Applet/Chat woes

V

VisionSet

I have to write a chat client using the Jabber (XMPP) protocol. This
is to be accessed from a regular java web app by browser users in a
simple manner. I won't be using java web start at the moment (I may
later). At the moment I have an invisible Applet (yuk I know) that
connects to the chat server, but because applets virtually always
dispose on page nav, I have to close the connection and reconnect each
time. I can't serialise the connection, it isn't serialisable.
The invisible applet is just to maintain server connection, and hence
listen for chat requests.
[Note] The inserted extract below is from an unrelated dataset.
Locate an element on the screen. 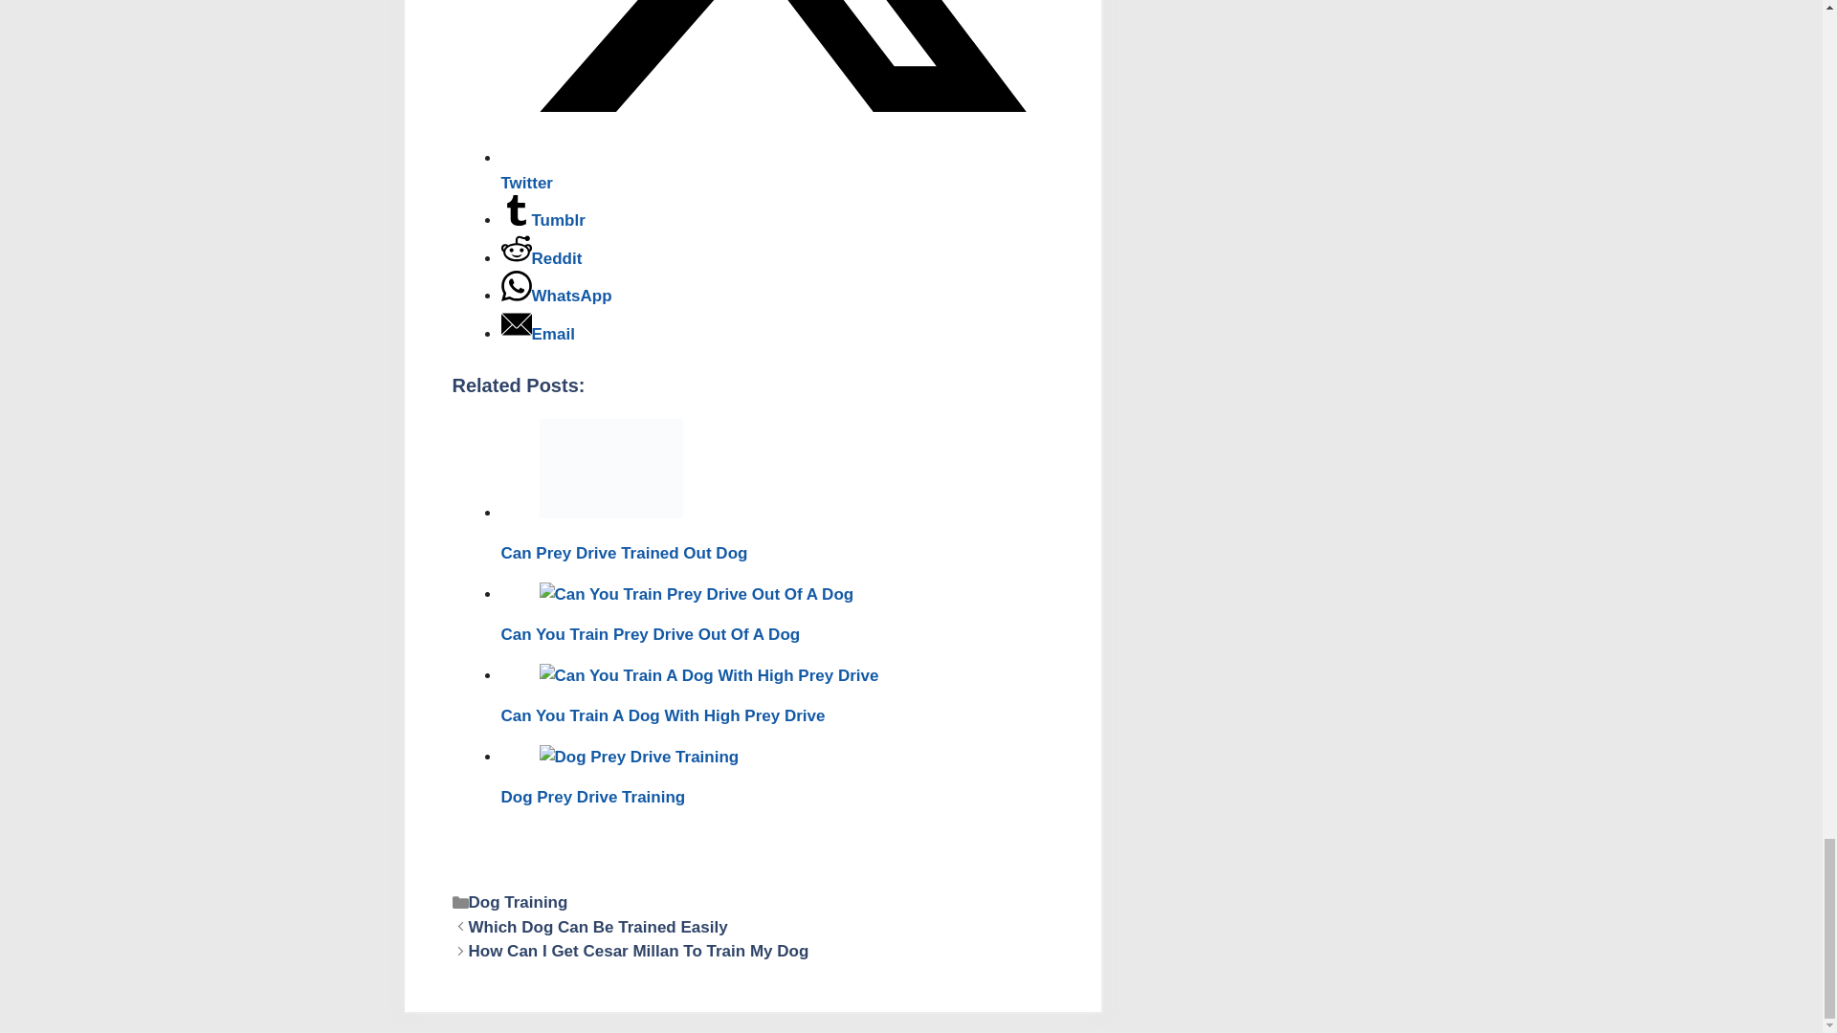  Share on Email is located at coordinates (538, 334).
A sequence of dialogues accept or reject a
chat request and when both parties agree a browser window containing
the chat gui applet is created. Plenty of java chat apps exist like
this, it can't be this hard. What is a good way to do this? My main
problems stem from the ridiculous disconnect/reconnect, every reconnect
gets old chat request that have already been dealt with (XMPP quirk?)
Any advice welcome

Mike W
 
O

Oliver Wong

VisionSet said:
I have to write a chat client using the Jabber (XMPP) protocol. This
is to be accessed from a regular java web app by browser users in a
simple manner. I won't be using java web start at the moment (I may
later). At the moment I have an invisible Applet (yuk I know) that
connects to the chat server, but because applets virtually always
dispose on page nav, I have to close the connection and reconnect each
time. I can't serialise the connection, it isn't serialisable.
The invisible applet is just to maintain server connection, and hence
listen for chat requests. A sequence of dialogues accept or reject a
chat request and when both parties agree a browser window containing
the chat gui applet is created. Plenty of java chat apps exist like
this, it can't be this hard. What is a good way to do this? My main
problems stem from the ridiculous disconnect/reconnect, every reconnect
gets old chat request that have already been dealt with (XMPP quirk?)
Any advice welcome

The only implementation I've seen of this uses polling. Messages are
sent to a central server which acts as a message queue, and your invisible
applet would periodically check if messages are awaiting the currently
logged in viewer or not.

I don't know how compatible this would be with the XMPP protocol.